La Banque d’Angleterre marque une pause, mais le plancher des coûts monte

Invest

The Bank of England kept Bank Rate at 3.75% on 18 June 2026, but the minutes show a higher cost floor rather than a clean easing signal.

Teams with GBP costs, UK customers, European ads, or rate-sensitive assets should review contracts, pricing, and cash buffers without assuming quick rate cuts.

Tableau sombre avec décision BoE, vote 7-2, CPI 2,8% et risque d’inflation T4
Tableau sombre avec décision BoE, vote 7-2, CPI 2,8% et risque d’inflation T4

Faits confirmés

  • The MPC voted 7-2 to hold Bank Rate at 3.75%; two members preferred 4.00%.
  • Energy prices have fallen but remain above pre-conflict levels and volatile.
  • May CPI was 2.8% year over year and CPIH was 3.0%, still above the 2% target.
  • The BoE expects CPI to rise a little above 3.25% in Q4 2026.
  • The unemployment rate was 4.9% for February to April 2026, with the labour market gradually loosening.
  • Two-year OIS, fixed mortgage rates, and investment-grade corporate yields are above pre-conflict levels.

Table de décision

SignalMeaningAction
Bank Rate 3.75%No cut relief yetRe-price borrowing, runway, and annual contracts without assumed cuts
7-2 MPC voteSome policymakers wanted tighter policy nowTreat “hold” as optionality, not a dovish pivot
CPI 2.8%, Q4 risk >3.25%Inflation can re-accelerate through energy pass-throughStress-test pricing and wage/contract escalation clauses
OIS +70bp, mortgage +80bp, IG yields +50bpFinancial conditions already tightenedWatch customer payment terms and refinancing windows

Interprétation

A hold is not easing when markets remove the expected path of cuts.

Energy shocks can spread into freight, cloud bills, ads, wages, and customer budgets.

The 7-2 vote signals that the risk is higher costs for longer, not immediate relief.

Signaux de marché

The BoE Market Participants Survey median expected Bank Rate to stay unchanged for the year ahead, about 50bp tighter than the pre-conflict path that had expected cuts. That is an uncertainty premium, not simple relief.

Effets secondaires

  • UK customers may delay procurement and payment before headline demand collapses.
  • B2B SaaS renewals may face discounts, seat reductions, and longer payment terms.
  • Teams exposed to logistics and energy should prioritize cash-conversion cycle.
  • Investors should check debt maturity and refinancing spreads before dividend yield.

Liste de contrôle

Split GBP/EUR costs by month and stress-test FX and fees by 5%, 10%, and 15%.

Map UK and European contracts by renewal month, payment term, refund, and price clause.

Measure ads and cloud spend by gross-margin payback.

Remove rate-cut assumptions from hiring, contractors, and annual SaaS commitments.

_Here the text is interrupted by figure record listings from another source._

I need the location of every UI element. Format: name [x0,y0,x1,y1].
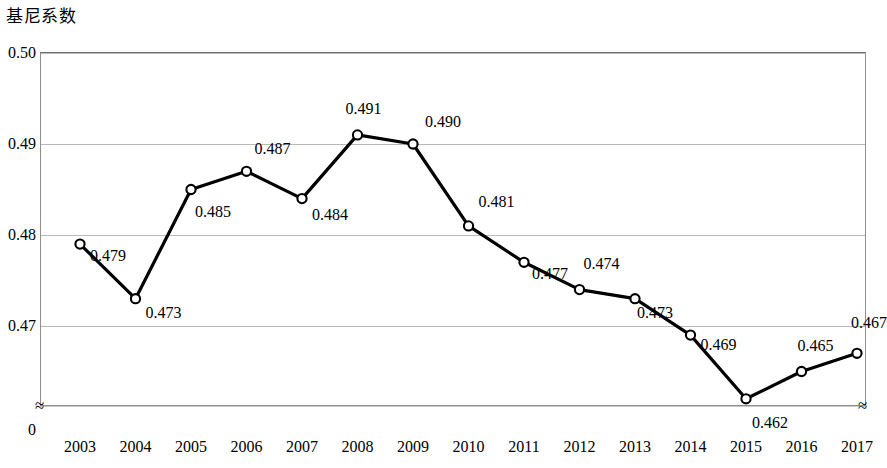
data-point-marker [186,185,195,194]
xtick-label-2006: 2006 [231,438,263,456]
gini-series-markers [75,130,861,403]
data-label-2014: 0.469 [701,336,737,354]
xtick-label-2016: 2016 [786,438,818,456]
data-label-2013: 0.473 [637,304,673,322]
xtick-label-2008: 2008 [342,438,374,456]
xtick-label-2013: 2013 [619,438,651,456]
data-point-marker [686,331,695,340]
xtick-label-2009: 2009 [397,438,429,456]
xtick-label-2007: 2007 [286,438,318,456]
data-point-marker [297,194,306,203]
xtick-label-2014: 2014 [675,438,707,456]
data-label-2011: 0.477 [532,265,568,283]
data-point-marker [75,240,84,249]
data-point-marker [242,167,251,176]
data-label-2007: 0.484 [312,206,348,224]
data-point-marker [408,139,417,148]
data-label-2004: 0.473 [146,304,182,322]
x-axis-tick-labels: 2003200420052006200720082009201020112012… [40,438,866,462]
data-label-2008: 0.491 [346,100,382,118]
data-point-marker [741,394,750,403]
data-point-marker [131,294,140,303]
data-label-2006: 0.487 [255,140,291,158]
data-label-2005: 0.485 [195,203,231,221]
xtick-label-2003: 2003 [64,438,96,456]
xtick-label-2011: 2011 [508,438,539,456]
data-point-marker [630,294,639,303]
xtick-label-2004: 2004 [120,438,152,456]
xtick-label-2015: 2015 [730,438,762,456]
data-point-marker [353,130,362,139]
data-point-marker [519,258,528,267]
data-point-marker [797,367,806,376]
xtick-label-2010: 2010 [453,438,485,456]
xtick-label-2017: 2017 [841,438,873,456]
data-label-2012: 0.474 [584,255,620,273]
xtick-label-2005: 2005 [175,438,207,456]
data-point-marker [852,349,861,358]
data-point-marker [575,285,584,294]
xtick-label-2012: 2012 [564,438,596,456]
data-label-2015: 0.462 [752,414,788,432]
data-label-2017: 0.467 [851,314,887,332]
data-label-2003: 0.479 [90,247,126,265]
data-label-2010: 0.481 [479,193,515,211]
gini-series-line [80,135,857,399]
data-label-2016: 0.465 [798,337,834,355]
data-label-2009: 0.490 [425,113,461,131]
data-point-marker [464,221,473,230]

Before the 30 July BoE meeting, update CPI, wages, energy futures, OIS, and PMI.

Risques

The counterargument is real: CPI is lower than March, labour-market slack can limit second-round effects, and falling energy prices could reduce the need for another hike. Still, small teams should first make sure they can survive delayed cuts.

Avertissement

This article is informational economic and market commentary, not financial advice.